Certainly, protest may be curtailed by the government. But this is also a religious controversy, and, like the Danish cartoons, challenges deeply held beliefs about Islamic representation. I feel like Kierkegaard's notion of the "horror religiosus" is helpful here: the gap between the word/voice of the divine and the general ethic opens up the grounds a demand(s) that the government is incapable of satisfying. External repression may eliminate the most visible forms of protest for a limited period and may repress the public voice (though I'm not sure how to define "public" in this context) of true minorities altogether. But it will not stop protest, and I find it hard to believe that, in Sudan, it would be able to wholly curtail public, Islamic protest for any length of time. Even the religious leaders don't seem able to do that at the moment.

Other thoughts?

timmybuckets said...

I think these are two separate arguments that may implicate each other in a particular case but need not. Matt seems to be arguing that there are times where a non-liberal government may be manufacturing and even controlling protest as a sign of democratic legitimacy when in fact there is no democracy. He seems to be arguing that as critics, we generally assume (and therefore "read") that protest is a show of public will against governmental authority, when in fact it could be something quite different (or sinister, or whatever).

Jon seems to be saying that there are protests that exceed the government's ability to satisfy or quell or dismiss because of their source.

Can't these both be correct at different times? Jon, can you envision a protest that does not emanate from a groundswell of fervently-held religious belief? Pushing further, can you envision one that calls itself religious but disingenuously so?

Matt, can you envision a public so moved that its display of force, emotion or even demand is such that the government is incapable of satisfying it? Pushing further, can you imagine a public display that doesn't even really ask the government for anything?

Well, what of it? If your answers to these questions are "yes," what do you think is going on in Sudan, a country that, to my knowledge, has a public (Jon's gaggle in Martyrs' Square) but no liberal democracy and a sectarian conflict that many commentators call genocide?

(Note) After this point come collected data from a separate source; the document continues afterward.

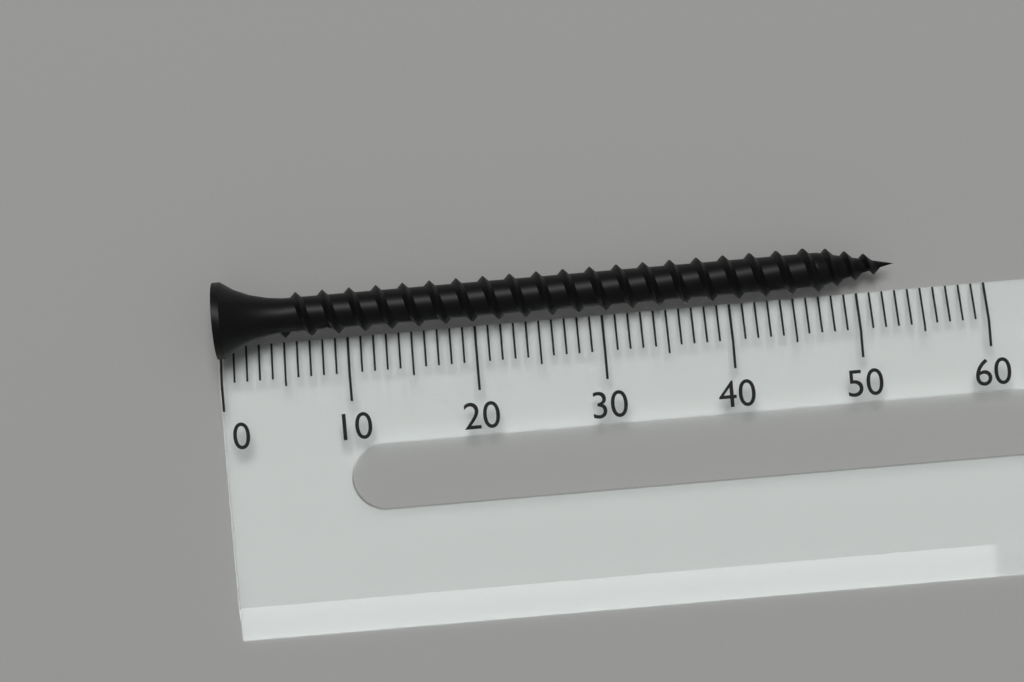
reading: 53 (no unit)
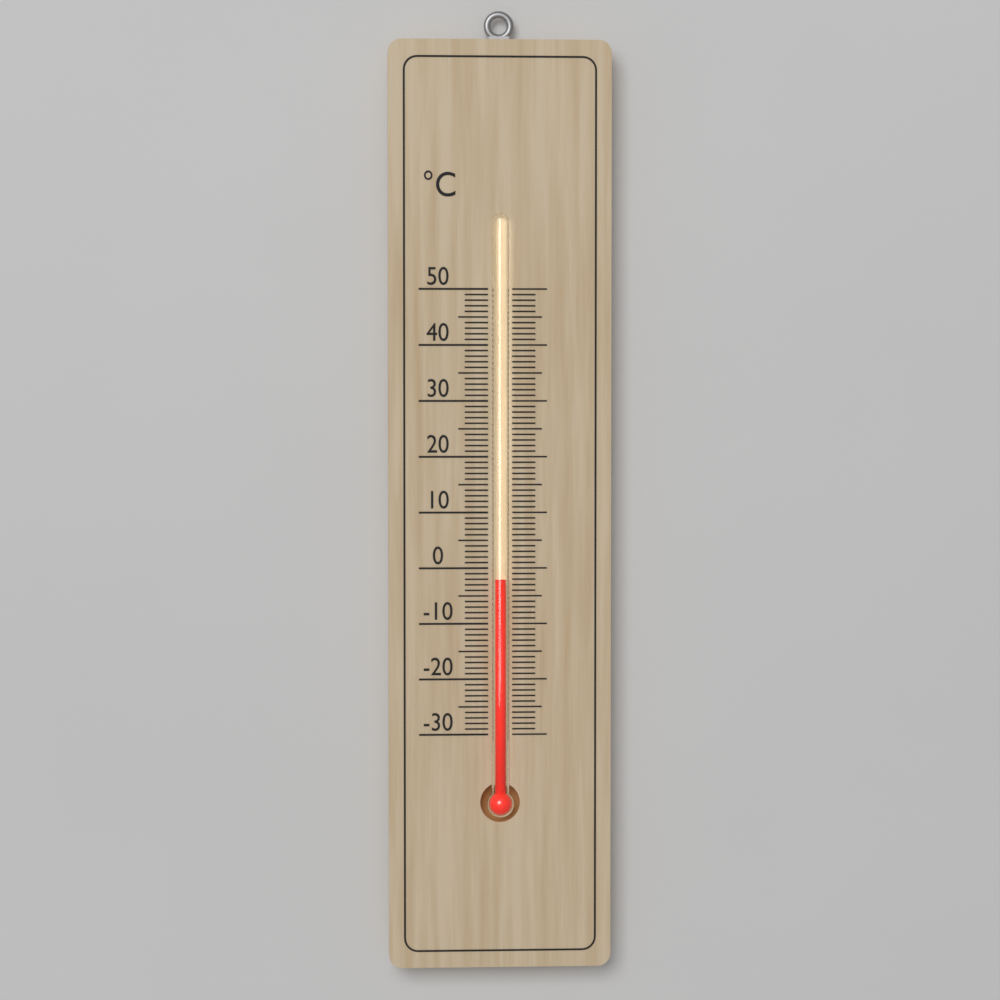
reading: -2 °C
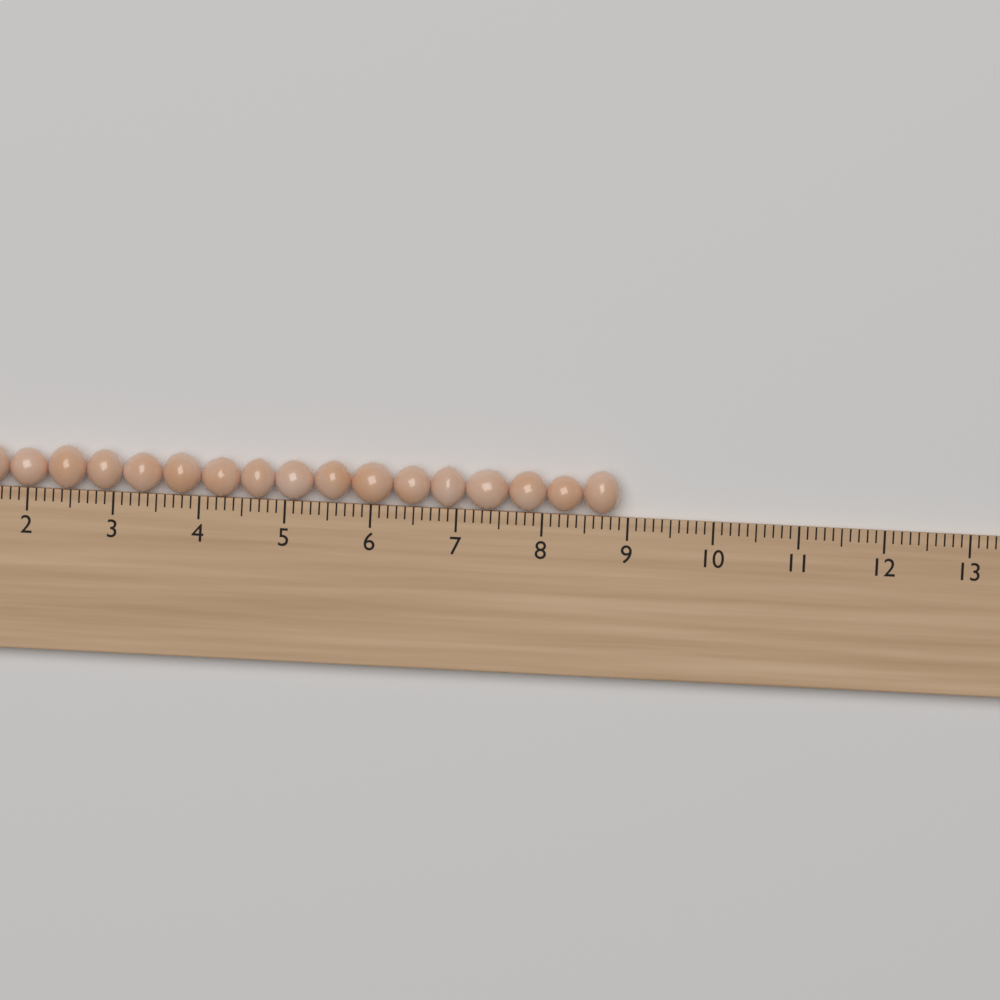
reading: 8.9 cm
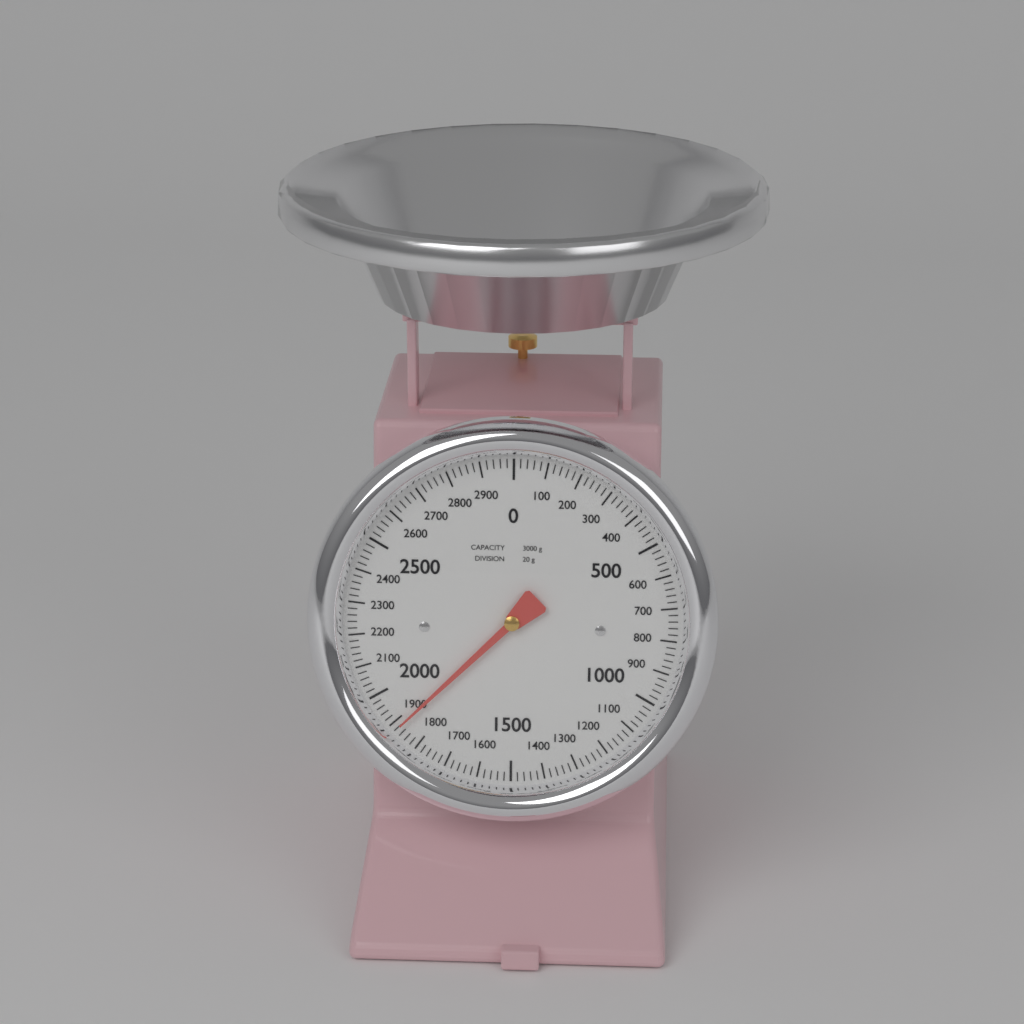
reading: 1880 g
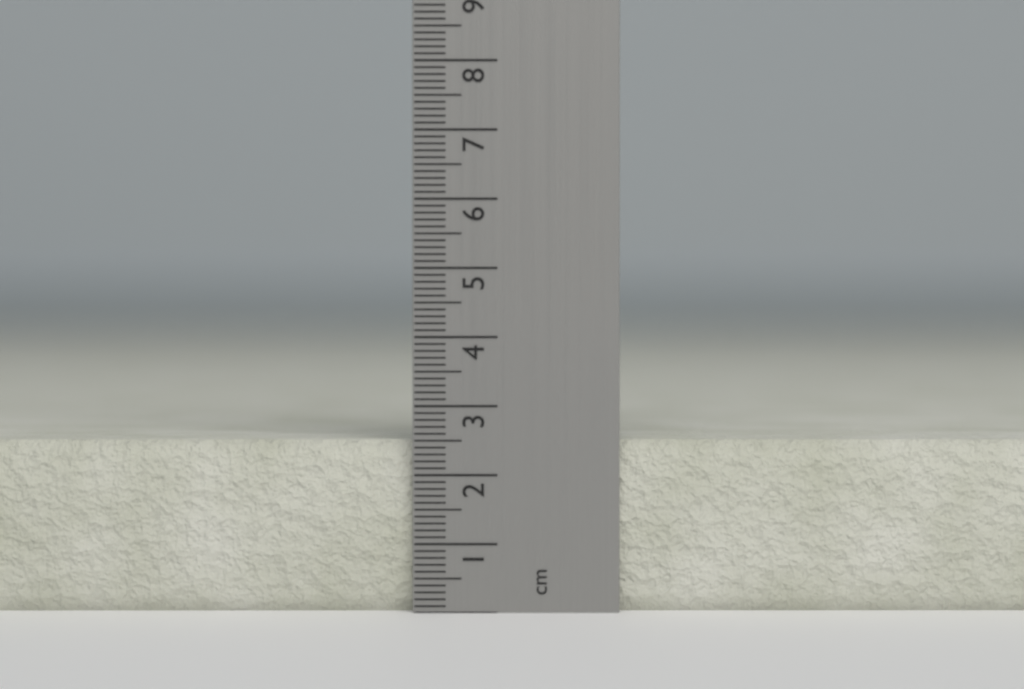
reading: 2.5 cm
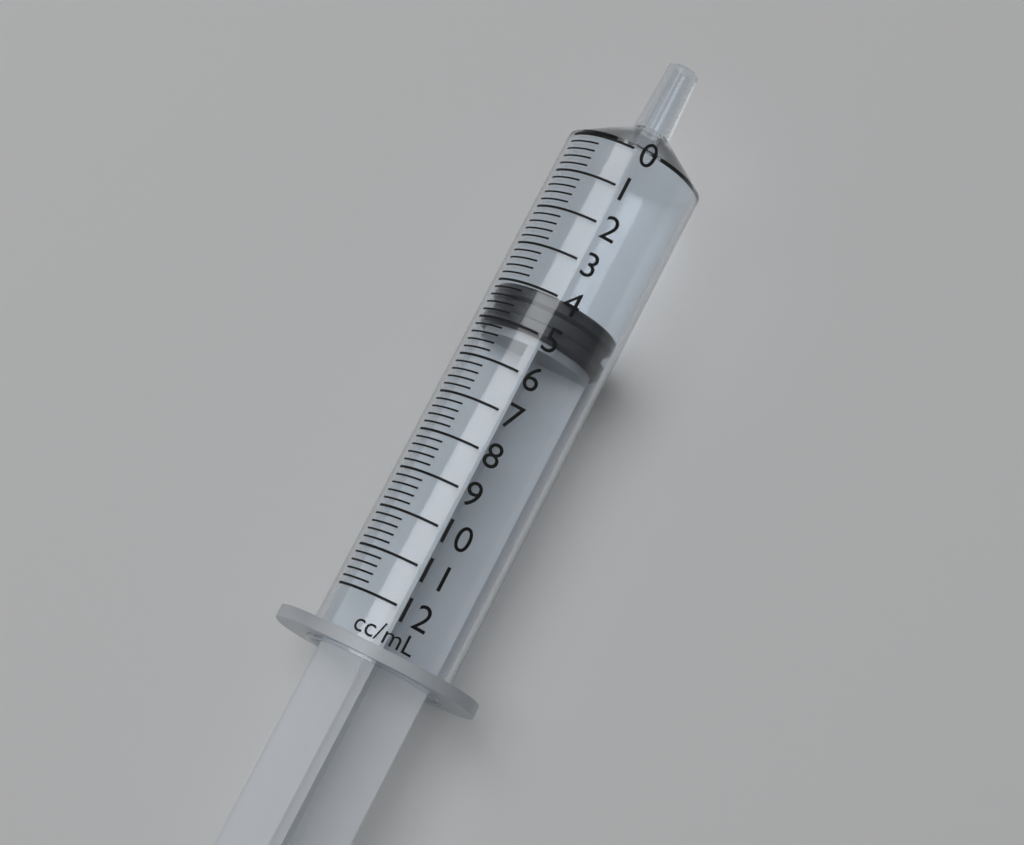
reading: 4.0 ml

I don't know much about the Sudanese case, but here's a stab at some thoguhts. I'd be surprised if the people calling for her execution would be satisfied with her repatriation; I'd be equally surprised if they did not release her, since executing or jailing a British national would foolishly antagonize an international community that so far has strained to look the other way concerning the tragedy of Darfur. I'd be even more surprised if the government (calling this government illiberal is generous) told "the people" that it was repatriating the teacher for these instrumental reasons, since it would look impotent. But for the same reasons, I don't think that the protest (such as it is) is fooling anyone in the West into believing that Sudan is a representative democracy. So if it's a legitimacy show, that show is directed at someone else.